Seven graduate students from across the country will showcase their artwork in a Master of Fine Arts show at the UCSB Art Museum from today until June 20, as part of a “Visual Spectrum” exhibition.
The exhibit — organized by the UCSB Art Dept. and the University Art Museum — will feature the varying viewpoints, projects and mediums of the artists involved. The show is the product of a rigorous two-year course study undertaken by each of the seven artists and features artwork ranging from installations and paintings to videos and sculptures.
“I was very pleased to work with these young artists in putting together the exhibition at the UAM,” Elise Gonzalez, an organizer and curator for the exhibit, said. “I’m thoroughly excited with the resulting exhibition, which looks terrific and addresses the myriad ways artists are working today.”
Graduate Committee Chair Jane Callister, along with Chair and Professor Colin Gardner, collaborated with the artists to streamline their ideas and distill their messages. Although the show is mandatory for the graduate students, the necessity to synchronize the themes behind their projects was paramount for the effectiveness of the exhibition.
“My work is a reflection of the world around me and by extension everyone else,” artist Shane Tolbert said. “But if there were a message to convey, it would center on the idea of history and disrupting conventions through the vehicle of humor and irrationality.”
The talent ranges from aspiring artists to graduate students who have already constructed Web sites to showcase their work and further promote their career. Regardless, several of the artists said they are pleased with how the show is developing and are eager to introduce their artwork to the public on opening night.

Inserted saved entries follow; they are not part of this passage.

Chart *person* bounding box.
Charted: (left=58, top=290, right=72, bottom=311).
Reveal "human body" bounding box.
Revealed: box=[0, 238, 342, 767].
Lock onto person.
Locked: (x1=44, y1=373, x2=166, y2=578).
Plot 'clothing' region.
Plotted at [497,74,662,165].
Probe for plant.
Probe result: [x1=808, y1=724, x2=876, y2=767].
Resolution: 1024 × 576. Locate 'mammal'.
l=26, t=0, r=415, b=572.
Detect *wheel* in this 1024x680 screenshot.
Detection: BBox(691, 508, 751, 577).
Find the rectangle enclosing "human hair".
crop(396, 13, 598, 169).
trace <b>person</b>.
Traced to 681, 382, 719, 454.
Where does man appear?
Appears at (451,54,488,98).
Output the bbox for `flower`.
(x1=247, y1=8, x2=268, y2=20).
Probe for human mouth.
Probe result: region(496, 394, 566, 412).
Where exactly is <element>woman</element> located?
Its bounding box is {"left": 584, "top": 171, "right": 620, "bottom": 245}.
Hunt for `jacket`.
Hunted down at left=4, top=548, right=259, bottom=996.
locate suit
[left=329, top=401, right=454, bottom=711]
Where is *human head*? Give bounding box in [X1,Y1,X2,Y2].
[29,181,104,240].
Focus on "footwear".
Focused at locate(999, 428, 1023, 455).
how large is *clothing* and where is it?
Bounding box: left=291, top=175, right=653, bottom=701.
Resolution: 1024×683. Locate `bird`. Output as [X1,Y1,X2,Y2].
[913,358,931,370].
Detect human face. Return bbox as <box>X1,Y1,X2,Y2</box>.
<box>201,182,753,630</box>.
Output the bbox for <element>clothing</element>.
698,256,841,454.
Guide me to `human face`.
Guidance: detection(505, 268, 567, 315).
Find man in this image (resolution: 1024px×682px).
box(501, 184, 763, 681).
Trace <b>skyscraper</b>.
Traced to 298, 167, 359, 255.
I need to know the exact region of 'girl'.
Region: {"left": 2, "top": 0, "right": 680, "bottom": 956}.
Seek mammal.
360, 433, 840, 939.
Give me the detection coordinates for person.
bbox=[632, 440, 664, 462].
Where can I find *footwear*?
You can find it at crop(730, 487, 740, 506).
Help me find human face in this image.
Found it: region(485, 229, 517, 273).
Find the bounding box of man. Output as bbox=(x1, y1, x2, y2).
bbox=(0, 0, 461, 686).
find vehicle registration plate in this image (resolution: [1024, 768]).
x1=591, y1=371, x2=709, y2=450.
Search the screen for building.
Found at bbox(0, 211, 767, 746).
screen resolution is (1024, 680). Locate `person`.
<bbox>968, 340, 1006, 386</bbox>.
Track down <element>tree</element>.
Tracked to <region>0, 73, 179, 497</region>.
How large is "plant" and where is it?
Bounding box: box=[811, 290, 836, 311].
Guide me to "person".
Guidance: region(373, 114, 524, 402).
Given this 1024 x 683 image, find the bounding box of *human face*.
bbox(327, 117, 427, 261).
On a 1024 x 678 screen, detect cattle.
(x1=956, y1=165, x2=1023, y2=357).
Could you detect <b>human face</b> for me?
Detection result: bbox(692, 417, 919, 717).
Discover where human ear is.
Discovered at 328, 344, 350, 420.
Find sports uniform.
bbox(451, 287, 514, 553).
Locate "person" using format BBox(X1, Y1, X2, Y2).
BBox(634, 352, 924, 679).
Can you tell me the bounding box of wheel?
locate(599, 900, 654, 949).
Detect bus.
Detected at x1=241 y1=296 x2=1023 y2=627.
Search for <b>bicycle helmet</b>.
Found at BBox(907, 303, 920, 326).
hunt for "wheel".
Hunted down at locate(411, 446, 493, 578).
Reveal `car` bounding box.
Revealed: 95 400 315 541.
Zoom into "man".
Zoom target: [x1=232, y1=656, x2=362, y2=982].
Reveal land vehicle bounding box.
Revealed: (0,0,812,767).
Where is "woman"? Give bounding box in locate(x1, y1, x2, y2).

The show will include a collage composed of trash and everyday items, a stop-motion video inspired by 1950s musicals and a series of paintings, digital prints and collages designed by Stephanie Washburn to demonstrate political themes and motifs.
“It addresses the intersection of aesthetics and politics, how the malleability of form can be used to affect the way we remember history and relate to power,” Washburn, a graduate of Wesleyan University in Connecticut, said.
Tolbert, a graduate of the University of Houston in Texas, incorporated a number of different artistic techniques into the creation of his showpieces.
“I maintain the gesture of painting through the application of bleach,” Tolbert said. “A drawing element is found in the sewn thread and breaks in stitching. A sculptural element emerges in the work due to the fabrication process of bleaching, washing, ironing, cutting, collage, sewing and stretching; I wanted to make a painting without paint.”